Sen. Helms’s committee — and others on both sides of Capitol Hill responsible for U.S.
national security interests — must examine carefully what the President’s latest troubling foreign
policy initiative portends for democracy in Cuba and for American interests. If rigorously done,
such a review will show this action to have been premature and
counterproductive.

1See the Casey Institute’s Perspective entitled
Life Support for Castro: New Commission on
Cuba, Paris Club ‘Rescheduling’ of Havana’s Defaulted Debt
( href=”index.jsp?section=papers&code=98-C_187″>No. 98-C 187, 18 November
1998).

2The crocodile tears being shed seem approximately as disingenuous
as the claim that one of
Castro’s most assiduous apologists and most tireless promoters of normalization with Cuba, State
Department Policy Planning Staff Director Morton Halperin, was not involved in the President’s
decision.

3 See the Center’s Press Release entitled
Secretary Cohen, Casey Institute Symposia Agree:
Castro’s Cuba Remains An Asymmetric Threat
(No.
98-R 80
, 7 May 1998).

4See Casey Institute Perspectives entitled
Guess Who Else Was Listening To Newt Gingrich’s
Phone Call — And To Those Of Millions Of Other Americans Every Day?
( href=”index.jsp?section=papers&code=97-C_09″>No. 97-C 9, 16
January 1997); and Asymmetric Threat: Defector Confirms Moscow’s Lourdes
Complex In
Cuba Compromised Sensitive Gulf War Battle Plans
( href=”index.jsp?section=papers&code=98-C_64″>No. 98-C 64, 10 April 1998).

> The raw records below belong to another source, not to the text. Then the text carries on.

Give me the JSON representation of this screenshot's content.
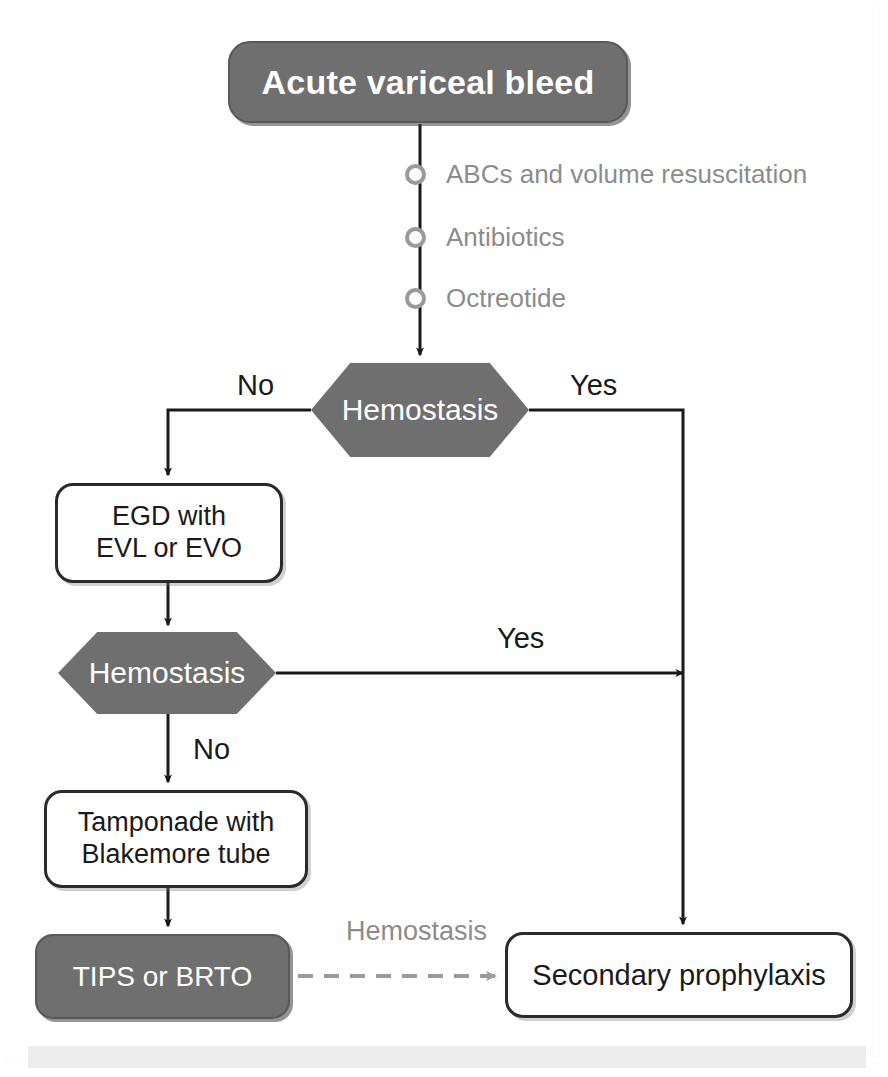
{
  "diagram": {
    "colors": {
      "node_dark_fill": "#6f6f6f",
      "node_dark_text": "#ffffff",
      "node_white_fill": "#ffffff",
      "node_white_text": "#1a1a1a",
      "line": "#1a1a1a",
      "muted_text": "#8c8c8c",
      "bottom_band": "#ececec"
    },
    "nodes": {
      "acute": {
        "label": "Acute variceal bleed",
        "shape": "rounded-rect",
        "style": "dark"
      },
      "hemostasis_1": {
        "label": "Hemostasis",
        "shape": "hexagon",
        "style": "dark"
      },
      "egd": {
        "line1": "EGD with",
        "line2": "EVL or EVO",
        "shape": "rounded-rect",
        "style": "white"
      },
      "hemostasis_2": {
        "label": "Hemostasis",
        "shape": "hexagon",
        "style": "dark"
      },
      "tamponade": {
        "line1": "Tamponade with",
        "line2": "Blakemore tube",
        "shape": "rounded-rect",
        "style": "white"
      },
      "tips": {
        "label": "TIPS or BRTO",
        "shape": "rounded-rect",
        "style": "dark"
      },
      "secondary": {
        "label": "Secondary prophylaxis",
        "shape": "rounded-rect",
        "style": "white"
      }
    },
    "bullets": [
      {
        "text": "ABCs and volume resuscitation"
      },
      {
        "text": "Antibiotics"
      },
      {
        "text": "Octreotide"
      }
    ],
    "edge_labels": {
      "no_1": "No",
      "yes_1": "Yes",
      "yes_2": "Yes",
      "no_2": "No",
      "hemostasis_dashed": "Hemostasis"
    }
  }
}
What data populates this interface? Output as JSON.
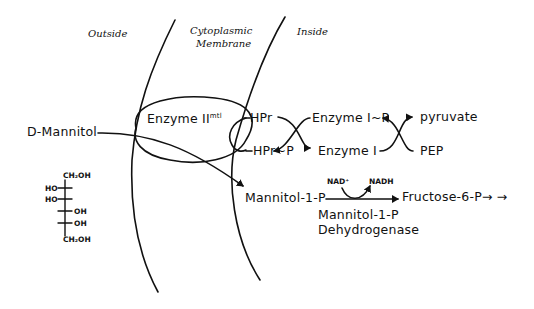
{
  "regions": {
    "outside": "Outside",
    "membrane_line1": "Cytoplasmic",
    "membrane_line2": "Membrane",
    "inside": "Inside"
  },
  "transporter": {
    "name": "Enzyme II",
    "superscript": "mtl"
  },
  "substrate": {
    "name": "D-Mannitol",
    "structure": {
      "top": "CH₂OH",
      "rows": [
        "HO",
        "HO",
        "OH",
        "OH"
      ],
      "bottom": "CH₂OH"
    }
  },
  "phosphorelay": {
    "hpr": "HPr",
    "hpr_p": "HPr~P",
    "enzyme_i_p": "Enzyme I~P",
    "enzyme_i": "Enzyme I",
    "pyruvate": "pyruvate",
    "pep": "PEP"
  },
  "pathway": {
    "product": "Mannitol-1-P",
    "cofactor_in": "NAD⁺",
    "cofactor_out": "NADH",
    "next_product": "Fructose-6-P",
    "continuation": "→ →",
    "enzyme_line1": "Mannitol-1-P",
    "enzyme_line2": "Dehydrogenase"
  },
  "colors": {
    "ink": "#111111",
    "background": "#ffffff"
  }
}
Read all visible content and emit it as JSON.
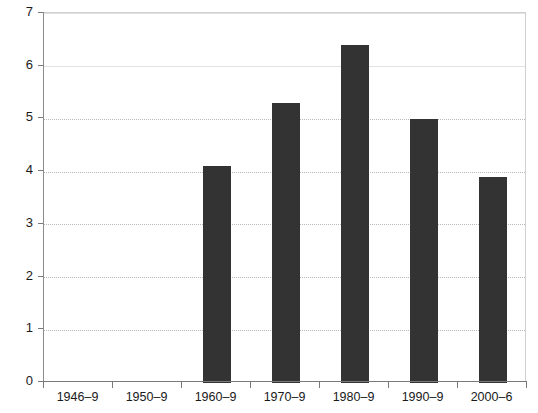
{
  "chart_data": {
    "type": "bar",
    "title": "",
    "subtitle": "",
    "xlabel": "",
    "ylabel": "",
    "categories": [
      "1946–9",
      "1950–9",
      "1960–9",
      "1970–9",
      "1980–9",
      "1990–9",
      "2000–6"
    ],
    "values": [
      0,
      0,
      4.1,
      5.3,
      6.4,
      5.0,
      3.9
    ],
    "series": [
      {
        "name": "",
        "values": [
          0,
          0,
          4.1,
          5.3,
          6.4,
          5.0,
          3.9
        ]
      }
    ],
    "ylim": [
      0,
      7
    ],
    "xlim": [
      0,
      7
    ],
    "ytick_labels": [
      "0",
      "1",
      "2",
      "3",
      "4",
      "5",
      "6",
      "7"
    ],
    "ytick_values": [
      0,
      1,
      2,
      3,
      4,
      5,
      6,
      7
    ],
    "grid": true,
    "grid_axis": "y",
    "legend": false,
    "legend_position": "none",
    "annotations": [],
    "colors": {
      "bar": "#333333",
      "grid": "#b8b8b8",
      "axis": "#7a7a7a",
      "border": "#cfcfcf",
      "text": "#1a1a1a",
      "background": "#ffffff"
    }
  }
}
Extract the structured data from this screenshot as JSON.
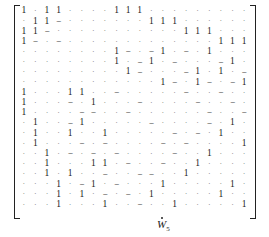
{
  "matrix": {
    "label_base": "W",
    "label_sub": "5",
    "label_accent": "dot",
    "rows": [
      [
        "1",
        "·",
        "1",
        "1",
        "·",
        "·",
        "·",
        "·",
        "1",
        "1",
        "1",
        "·",
        "·",
        "·",
        "·",
        "·",
        "·",
        "·",
        "·",
        "·"
      ],
      [
        "·",
        "1",
        "1",
        "−",
        "·",
        "·",
        "·",
        "·",
        "·",
        "·",
        "·",
        "1",
        "1",
        "1",
        "·",
        "·",
        "·",
        "·",
        "·",
        "·"
      ],
      [
        "1",
        "1",
        "−",
        "·",
        "·",
        "·",
        "·",
        "·",
        "·",
        "·",
        "·",
        "·",
        "·",
        "·",
        "1",
        "1",
        "1",
        "·",
        "·",
        "·"
      ],
      [
        "1",
        "−",
        "·",
        "−",
        "·",
        "·",
        "·",
        "·",
        "·",
        "·",
        "·",
        "·",
        "·",
        "·",
        "·",
        "·",
        "·",
        "1",
        "1",
        "1"
      ],
      [
        "·",
        "·",
        "·",
        "·",
        "·",
        "·",
        "·",
        "·",
        "1",
        "−",
        "·",
        "−",
        "1",
        "·",
        "−",
        "·",
        "1",
        "·",
        "·",
        "·"
      ],
      [
        "·",
        "·",
        "·",
        "·",
        "·",
        "·",
        "·",
        "·",
        "1",
        "·",
        "−",
        "1",
        "·",
        "−",
        "·",
        "·",
        "·",
        "−",
        "1",
        "·"
      ],
      [
        "·",
        "·",
        "·",
        "·",
        "·",
        "·",
        "·",
        "·",
        "·",
        "1",
        "−",
        "·",
        "·",
        "·",
        "−",
        "1",
        "·",
        "1",
        "·",
        "−"
      ],
      [
        "·",
        "·",
        "·",
        "·",
        "·",
        "·",
        "·",
        "·",
        "·",
        "·",
        "·",
        "·",
        "1",
        "−",
        "·",
        "1",
        "−",
        "·",
        "−",
        "1"
      ],
      [
        "1",
        "·",
        "·",
        "·",
        "1",
        "1",
        "·",
        "·",
        "−",
        "·",
        "·",
        "·",
        "·",
        "·",
        "−",
        "·",
        "·",
        "−",
        "·",
        "·"
      ],
      [
        "1",
        "·",
        "·",
        "·",
        "−",
        "·",
        "1",
        "·",
        "·",
        "·",
        "−",
        "·",
        "·",
        "·",
        "·",
        "−",
        "·",
        "·",
        "−",
        "·"
      ],
      [
        "1",
        "·",
        "·",
        "·",
        "·",
        "−",
        "−",
        "·",
        "·",
        "−",
        "·",
        "·",
        "·",
        "·",
        "·",
        "·",
        "−",
        "·",
        "·",
        "−"
      ],
      [
        "·",
        "1",
        "·",
        "·",
        "−",
        "1",
        "·",
        "·",
        "·",
        "·",
        "·",
        "−",
        "·",
        "·",
        "·",
        "·",
        "−",
        "·",
        "1",
        "·"
      ],
      [
        "·",
        "1",
        "·",
        "·",
        "1",
        "·",
        "·",
        "1",
        "·",
        "·",
        "·",
        "·",
        "·",
        "−",
        "·",
        "−",
        "·",
        "1",
        "·",
        "·"
      ],
      [
        "·",
        "1",
        "·",
        "·",
        "·",
        "−",
        "·",
        "−",
        "·",
        "·",
        "·",
        "·",
        "−",
        "·",
        "−",
        "·",
        "·",
        "·",
        "·",
        "1"
      ],
      [
        "·",
        "·",
        "1",
        "·",
        "−",
        "·",
        "−",
        "·",
        "−",
        "·",
        "·",
        "·",
        "·",
        "−",
        "·",
        "·",
        "1",
        "·",
        "·",
        "·"
      ],
      [
        "·",
        "·",
        "1",
        "·",
        "·",
        "·",
        "1",
        "1",
        "·",
        "−",
        "·",
        "·",
        "−",
        "·",
        "·",
        "1",
        "·",
        "·",
        "·",
        "·"
      ],
      [
        "·",
        "·",
        "1",
        "·",
        "1",
        "·",
        "·",
        "−",
        "·",
        "·",
        "−",
        "−",
        "·",
        "·",
        "1",
        "·",
        "·",
        "·",
        "·",
        "·"
      ],
      [
        "·",
        "·",
        "·",
        "1",
        "·",
        "−",
        "1",
        "·",
        "−",
        "·",
        "·",
        "·",
        "1",
        "·",
        "·",
        "·",
        "·",
        "·",
        "1",
        "·"
      ],
      [
        "·",
        "·",
        "·",
        "1",
        "·",
        "1",
        "·",
        "−",
        "·",
        "−",
        "·",
        "1",
        "·",
        "·",
        "·",
        "·",
        "·",
        "1",
        "·",
        "·"
      ],
      [
        "·",
        "·",
        "·",
        "1",
        "·",
        "·",
        "·",
        "1",
        "·",
        "·",
        "−",
        "·",
        "·",
        "1",
        "·",
        "·",
        "·",
        "·",
        "·",
        "1"
      ]
    ]
  }
}
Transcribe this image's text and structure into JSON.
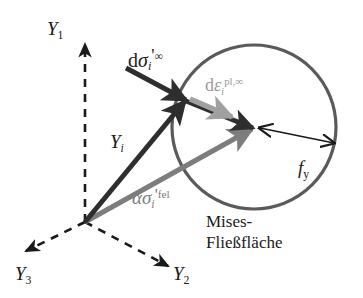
{
  "figure": {
    "kind": "vector-diagram",
    "background_color": "#ffffff"
  },
  "axes": {
    "origin_label": "",
    "items": [
      {
        "id": "y1",
        "name": "Y",
        "index": "1",
        "direction": "up"
      },
      {
        "id": "y2",
        "name": "Y",
        "index": "2",
        "direction": "down-right"
      },
      {
        "id": "y3",
        "name": "Y",
        "index": "3",
        "direction": "down-left"
      }
    ],
    "line_style": "dashed",
    "color": "#1a1a1a"
  },
  "yield_surface": {
    "shape": "circle",
    "caption_line1": "Mises-",
    "caption_line2": "Fließfläche",
    "stroke_color": "#5a5a5a",
    "center_x": 254,
    "center_y": 127,
    "radius": 82
  },
  "vectors": [
    {
      "id": "dsigma",
      "label_base": "d",
      "symbol": "σ",
      "subscript": "i",
      "prime": "'",
      "superscript": "∞",
      "color": "#2e2e2e",
      "style": "solid-thick",
      "arrowhead": "filled"
    },
    {
      "id": "depsilon",
      "label_base": "d",
      "symbol": "ε",
      "subscript": "i",
      "superscript": "pl,∞",
      "color": "#a0a0a0",
      "style": "solid-thick",
      "arrowhead": "filled"
    },
    {
      "id": "yi",
      "label_base": "",
      "symbol": "Y",
      "subscript": "i",
      "color": "#2e2e2e",
      "style": "solid-thick",
      "arrowhead": "filled"
    },
    {
      "id": "alpha-sigma",
      "label_base": "α",
      "symbol": "σ",
      "symbol_overbar": true,
      "subscript": "i",
      "prime": "'",
      "superscript": "fel",
      "color": "#7d7d7d",
      "style": "solid-thick",
      "arrowhead": "filled"
    },
    {
      "id": "fy",
      "label_base": "",
      "symbol": "f",
      "subscript": "y",
      "color": "#1a1a1a",
      "style": "solid-thin",
      "arrowhead": "double"
    }
  ],
  "labels": {
    "y1": {
      "base": "Y",
      "sub": "1"
    },
    "y2": {
      "base": "Y",
      "sub": "2"
    },
    "y3": {
      "base": "Y",
      "sub": "3"
    },
    "dsigma": {
      "d": "d",
      "sym": "σ",
      "sub": "i",
      "prime": "'",
      "sup": "∞"
    },
    "depsilon": {
      "d": "d",
      "sym": "ε",
      "sub": "i",
      "sup": "pl,∞"
    },
    "yi": {
      "sym": "Y",
      "sub": "i"
    },
    "asigma": {
      "alpha": "α",
      "sym": "σ",
      "sub": "i",
      "prime": "'",
      "sup": "fel"
    },
    "fy": {
      "sym": "f",
      "sub": "y"
    },
    "surface_line1": "Mises-",
    "surface_line2": "Fließfläche"
  },
  "colors": {
    "dark": "#2e2e2e",
    "mid_gray": "#7d7d7d",
    "light_gray": "#a0a0a0",
    "circle": "#5a5a5a",
    "axis": "#1a1a1a",
    "background": "#ffffff"
  }
}
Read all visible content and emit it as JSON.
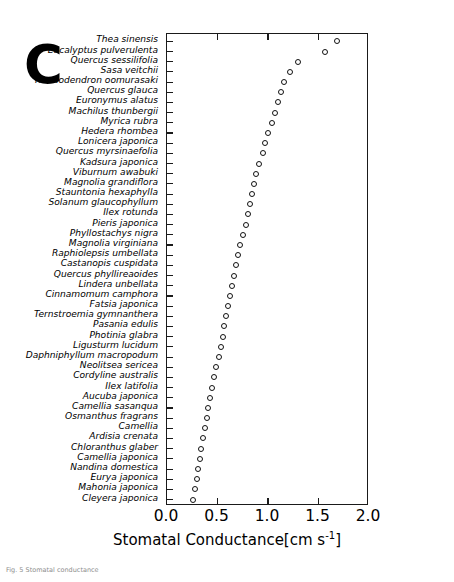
{
  "figure": {
    "panel_letter": "C",
    "caption": "Fig. 5  Stomatal conductance"
  },
  "axis": {
    "x_title_main": "Stomatal Conductance[cm s",
    "x_title_sup": "-1",
    "x_title_end": "]",
    "x_ticks": [
      "0.0",
      "0.5",
      "1.0",
      "1.5",
      "2.0"
    ],
    "x_tick_values": [
      0.0,
      0.5,
      1.0,
      1.5,
      2.0
    ],
    "xlim": [
      0.0,
      2.0
    ]
  },
  "chart_data": {
    "type": "scatter",
    "title": "C",
    "xlabel": "Stomatal Conductance[cm s-1]",
    "ylabel": "",
    "xlim": [
      0.0,
      2.0
    ],
    "grid": false,
    "legend": null,
    "marker": "open-circle",
    "orientation": "horizontal-ranked",
    "categories": [
      "Thea sinensis",
      "Eucalyptus pulverulenta",
      "Quercus sessilifolia",
      "Sasa veitchii",
      "Rhododendron oomurasaki",
      "Quercus glauca",
      "Euronymus alatus",
      "Machilus thunbergii",
      "Myrica rubra",
      "Hedera rhombea",
      "Lonicera japonica",
      "Quercus myrsinaefolia",
      "Kadsura japonica",
      "Viburnum awabuki",
      "Magnolia grandiflora",
      "Stauntonia hexaphylla",
      "Solanum glaucophyllum",
      "Ilex rotunda",
      "Pieris japonica",
      "Phyllostachys nigra",
      "Magnolia virginiana",
      "Raphiolepsis umbellata",
      "Castanopis cuspidata",
      "Quercus phyllireaoides",
      "Lindera unbellata",
      "Cinnamomum camphora",
      "Fatsia japonica",
      "Ternstroemia gymnanthera",
      "Pasania edulis",
      "Photinia glabra",
      "Ligusturm lucidum",
      "Daphniphyllum macropodum",
      "Neolitsea sericea",
      "Cordyline australis",
      "Ilex latifolia",
      "Aucuba japonica",
      "Camellia sasanqua",
      "Osmanthus fragrans",
      "Camellia",
      "Ardisia crenata",
      "Chloranthus glaber",
      "Camellia japonica",
      "Nandina domestica",
      "Eurya japonica",
      "Mahonia japonica",
      "Cleyera japonica"
    ],
    "values": [
      1.68,
      1.56,
      1.3,
      1.22,
      1.16,
      1.13,
      1.1,
      1.07,
      1.04,
      1.0,
      0.97,
      0.95,
      0.91,
      0.88,
      0.86,
      0.84,
      0.82,
      0.8,
      0.78,
      0.75,
      0.72,
      0.7,
      0.68,
      0.66,
      0.64,
      0.62,
      0.6,
      0.58,
      0.56,
      0.55,
      0.53,
      0.51,
      0.49,
      0.47,
      0.45,
      0.43,
      0.41,
      0.4,
      0.38,
      0.36,
      0.34,
      0.33,
      0.31,
      0.3,
      0.28,
      0.26
    ]
  }
}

5 See the Center’s Press Release entitled
Secretary Cohen, Casey Institute Symposia Agree:
Castro’s Cuba Remains An Asymmetric Threat
(No.
98-R 80
, 7 May 1998).

6See the Casey Institute’s Perspective entitled
Life Support for Castro: New Commission on
Cuba, Paris Club ‘Rescheduling’ of Havana’s Defaulted Debt
( href=”index.jsp?section=papers&code=98-C_187″>No. 98-C 187, 18 November
1998).

7 See Casey Institute Perspectives entitled
Will Moscow Be Allowed To Recreate In Cuba The
Nuclear Nightmare It Has Bequeathed To Bulgaria?
( href=”index.jsp?section=papers&code=97-C_01″>No. 97-C 1, 2 July 1997); ‘Show Me’:
The Allies Must Demonstrate Their Commitment To Changing Cuba By Halting The Cuban
‘Chernobyl-In-The-Making’
(No. 97-C 3, 6
January 1997); and Clinton Legacy Watch #19:
Will Gore-Chernomyrdin At Last Put A Halt To Russia’s Dangerous Nuclear Sales To Cuba,
Iran?
(No. 98-D 40, 6 March 1998).

8 Sen. Helm’s extraordinary article, entitled “What Sanctions
Epidemic?” appears in the
January/February 1999 issue of Foreign Affairs.